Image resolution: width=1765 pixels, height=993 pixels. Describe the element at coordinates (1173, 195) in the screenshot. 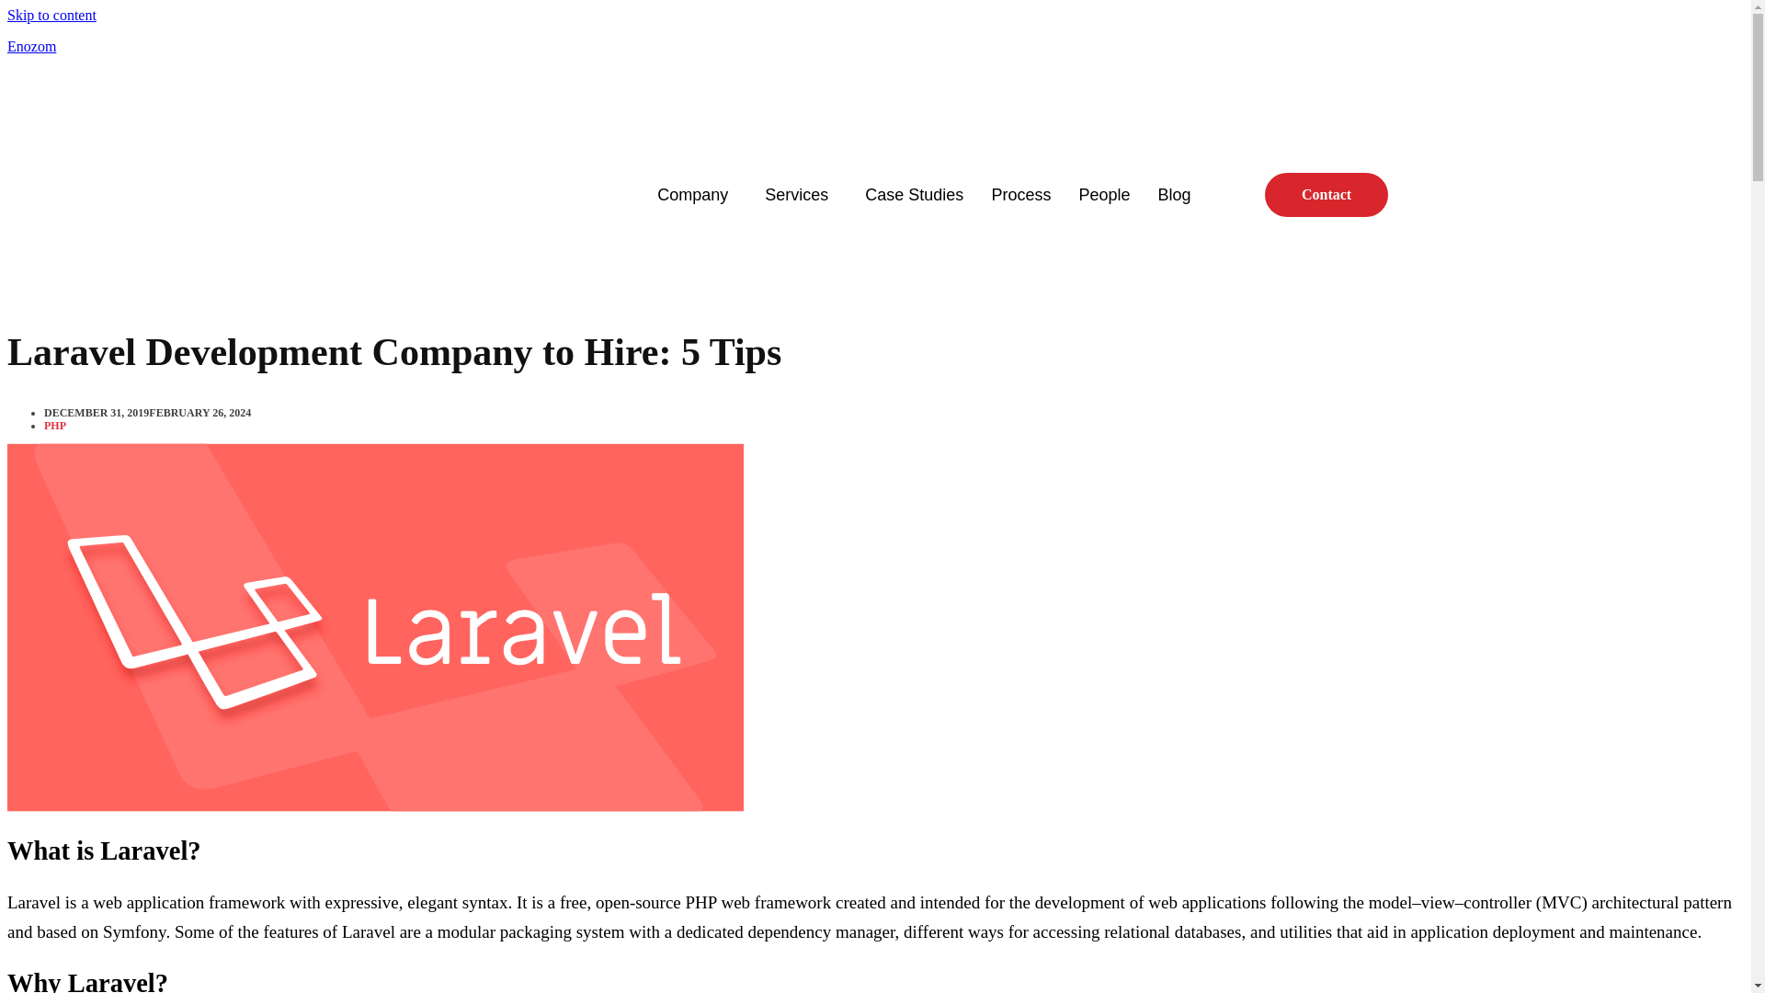

I see `Blog` at that location.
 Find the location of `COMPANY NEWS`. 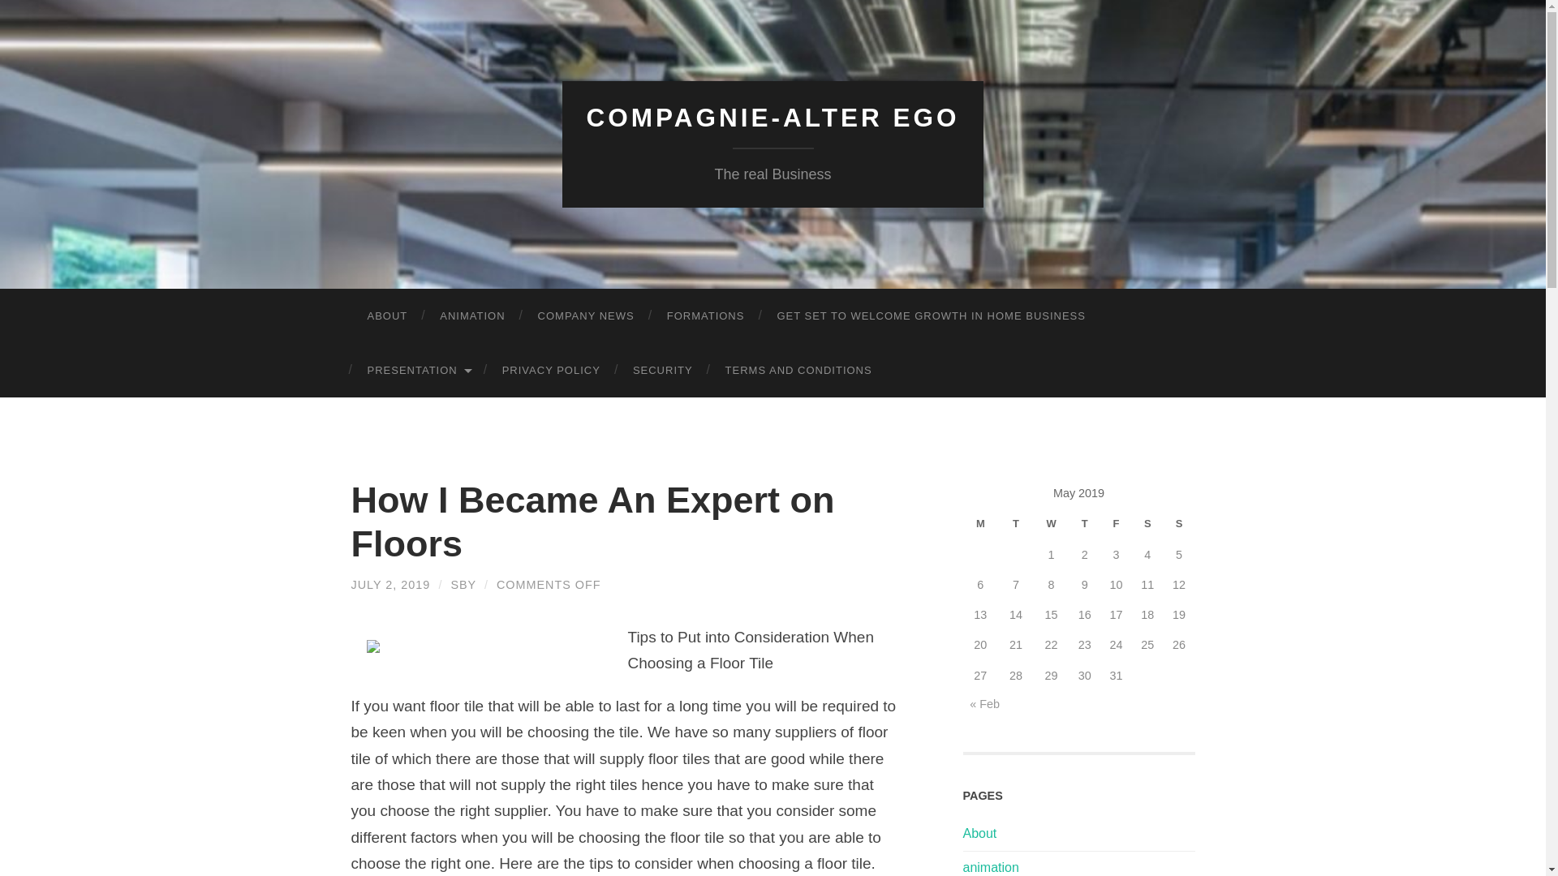

COMPANY NEWS is located at coordinates (586, 316).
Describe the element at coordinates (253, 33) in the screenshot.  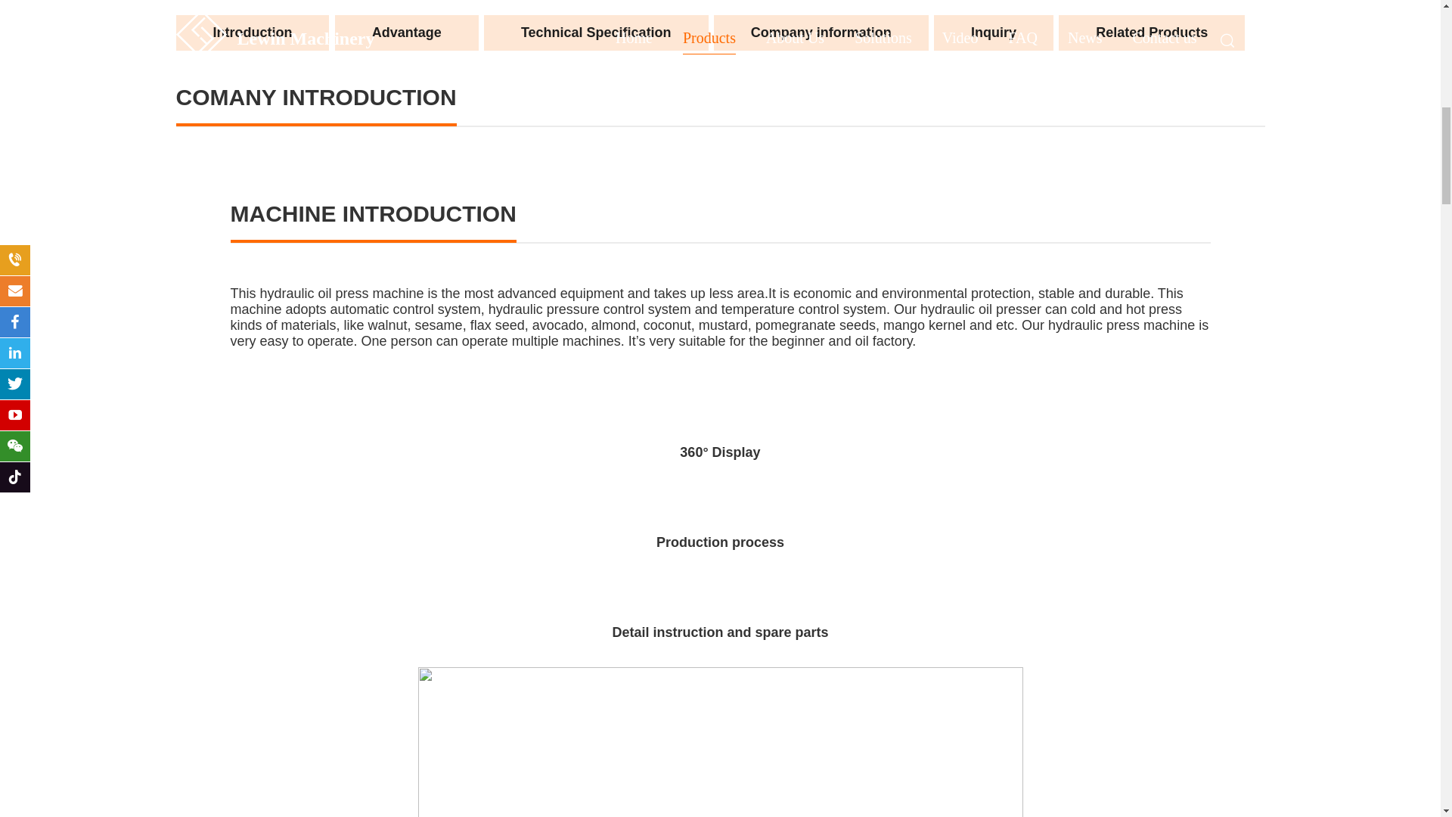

------------------------------

Prompt:
Text only, pictures out: give every record again as written.

Reply:
Image resolution: width=1765 pixels, height=993 pixels. Describe the element at coordinates (1173, 195) in the screenshot. 

I see `Blog` at that location.
 Find the location of `COMPANY NEWS`. 

COMPANY NEWS is located at coordinates (586, 316).
Describe the element at coordinates (253, 33) in the screenshot.  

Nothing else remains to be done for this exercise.